Political insiders are sounding alarms about deepening Republican anxiety as the party heads toward the 2026 midterm elections. GOP operatives describe a party struggling to develop a winning message while President Trump's unpopularity reaches new lows, according to journalists tracking the race.

Jackie Kucinich, Washington Bureau Chief at The Boston Globe, offered a stark assessment of Republican morale. "Republicans are freaked out," she said, pointing to spending patterns as evidence of party distress. In Ohio—a state Trump has carried three times—Republicans have allocated $79 million this month alone to defend their Senate seat against Democrat Sherrod Brown. Kucinich characterized the allocation as a telling signal of how vulnerable the party views the race. "Ohio, which has been a pretty solidly red state. Now, you have Republicans really shelling out money there because they're worried about this senate race, as they should be," she explained, citing rising energy and cost-of-living concerns affecting voters in the state.

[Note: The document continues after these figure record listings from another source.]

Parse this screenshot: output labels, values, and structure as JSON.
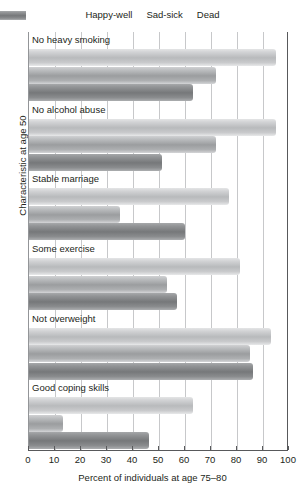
{
  "chart_data": {
    "type": "bar",
    "orientation": "horizontal",
    "title": "",
    "xlabel": "Percent of individuals at age 75–80",
    "ylabel": "Characteristic at age 50",
    "xlim": [
      0,
      100
    ],
    "xticks": [
      0,
      10,
      20,
      30,
      40,
      50,
      60,
      70,
      80,
      90,
      100
    ],
    "xtick_labels": [
      "0",
      "10",
      "20",
      "30",
      "40",
      "50",
      "60",
      "70",
      "80",
      "90",
      "100"
    ],
    "grid": true,
    "legend_position": "top",
    "categories": [
      "No heavy smoking",
      "No alcohol abuse",
      "Stable marriage",
      "Some exercise",
      "Not overweight",
      "Good coping skills"
    ],
    "series": [
      {
        "name": "Happy-well",
        "color": "#b8babc",
        "values": [
          95,
          95,
          77,
          81,
          93,
          63
        ]
      },
      {
        "name": "Sad-sick",
        "color": "#9b9d9f",
        "values": [
          72,
          72,
          35,
          53,
          85,
          13
        ]
      },
      {
        "name": "Dead",
        "color": "#76787a",
        "values": [
          63,
          51,
          60,
          57,
          86,
          46
        ]
      }
    ]
  },
  "legend": {
    "items": [
      {
        "label": "Happy-well",
        "key": "happy"
      },
      {
        "label": "Sad-sick",
        "key": "sad"
      },
      {
        "label": "Dead",
        "key": "dead"
      }
    ]
  },
  "axes": {
    "x_title": "Percent of individuals at age 75–80",
    "y_title": "Characteristic at age 50"
  }
}
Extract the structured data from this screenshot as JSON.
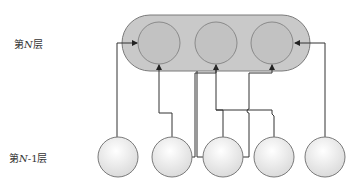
{
  "labels": {
    "layer_n": "第N层",
    "layer_n_prefix": "第",
    "layer_n_var": "N",
    "layer_n_suffix": "层",
    "layer_n_minus_1": "第N-1层",
    "layer_n_minus_1_prefix": "第",
    "layer_n_minus_1_var": "N",
    "layer_n_minus_1_suffix": "-1层"
  },
  "layers": {
    "top": {
      "name": "layer N",
      "node_count": 3
    },
    "bottom": {
      "name": "layer N-1",
      "node_count": 5
    }
  },
  "colors": {
    "pill_fill": "#c9c9c9",
    "pill_stroke": "#7a7a7a",
    "top_node_fill": "#c2c2c2",
    "top_node_stroke": "#8a8a8a",
    "bottom_node_fill_light": "#ffffff",
    "bottom_node_fill_dark": "#dcdcdc",
    "bottom_node_stroke": "#7a7a7a",
    "line": "#333333"
  }
}
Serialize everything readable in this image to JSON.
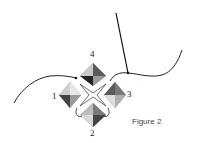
{
  "figure": {
    "caption": "Figure 2",
    "bead_labels": {
      "top": "4",
      "left": "1",
      "right": "3",
      "bottom": "2"
    }
  },
  "colors": {
    "thread": "#222222",
    "bead_dark": "#3a3a3a",
    "bead_mid": "#7a7a7a",
    "bead_light": "#c8c8c8",
    "bead_lighter": "#e6e6e6"
  }
}
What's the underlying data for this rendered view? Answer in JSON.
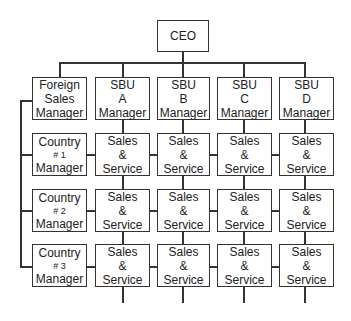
{
  "chart": {
    "root": {
      "label": "CEO"
    },
    "level1": [
      {
        "lines": [
          "Foreign",
          "Sales",
          "Manager"
        ]
      },
      {
        "lines": [
          "SBU",
          "A",
          "Manager"
        ]
      },
      {
        "lines": [
          "SBU",
          "B",
          "Manager"
        ]
      },
      {
        "lines": [
          "SBU",
          "C",
          "Manager"
        ]
      },
      {
        "lines": [
          "SBU",
          "D",
          "Manager"
        ]
      }
    ],
    "rows": [
      {
        "country": [
          "Country",
          "# 1",
          "Manager"
        ],
        "cells": [
          [
            "Sales",
            "&",
            "Service"
          ],
          [
            "Sales",
            "&",
            "Service"
          ],
          [
            "Sales",
            "&",
            "Service"
          ],
          [
            "Sales",
            "&",
            "Service"
          ]
        ]
      },
      {
        "country": [
          "Country",
          "# 2",
          "Manager"
        ],
        "cells": [
          [
            "Sales",
            "&",
            "Service"
          ],
          [
            "Sales",
            "&",
            "Service"
          ],
          [
            "Sales",
            "&",
            "Service"
          ],
          [
            "Sales",
            "&",
            "Service"
          ]
        ]
      },
      {
        "country": [
          "Country",
          "# 3",
          "Manager"
        ],
        "cells": [
          [
            "Sales",
            "&",
            "Service"
          ],
          [
            "Sales",
            "&",
            "Service"
          ],
          [
            "Sales",
            "&",
            "Service"
          ],
          [
            "Sales",
            "&",
            "Service"
          ]
        ]
      }
    ]
  },
  "colors": {
    "line": "#333333",
    "background": "#ffffff"
  }
}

The deeper problem facing Republicans, according to journalist and MSNBC host Eugene Daniels, is a fundamental lack of accomplishments to campaign on. "The White House and Congress have to give the rest of their party, the people in Congress, something to run on," Daniels stated. He underscored the self-inflicted nature of the GOP's predicament, emphasizing that "every single day, Donald Trump says something that makes it harder for Republicans," creating what amounts to a crisis of the party's own making.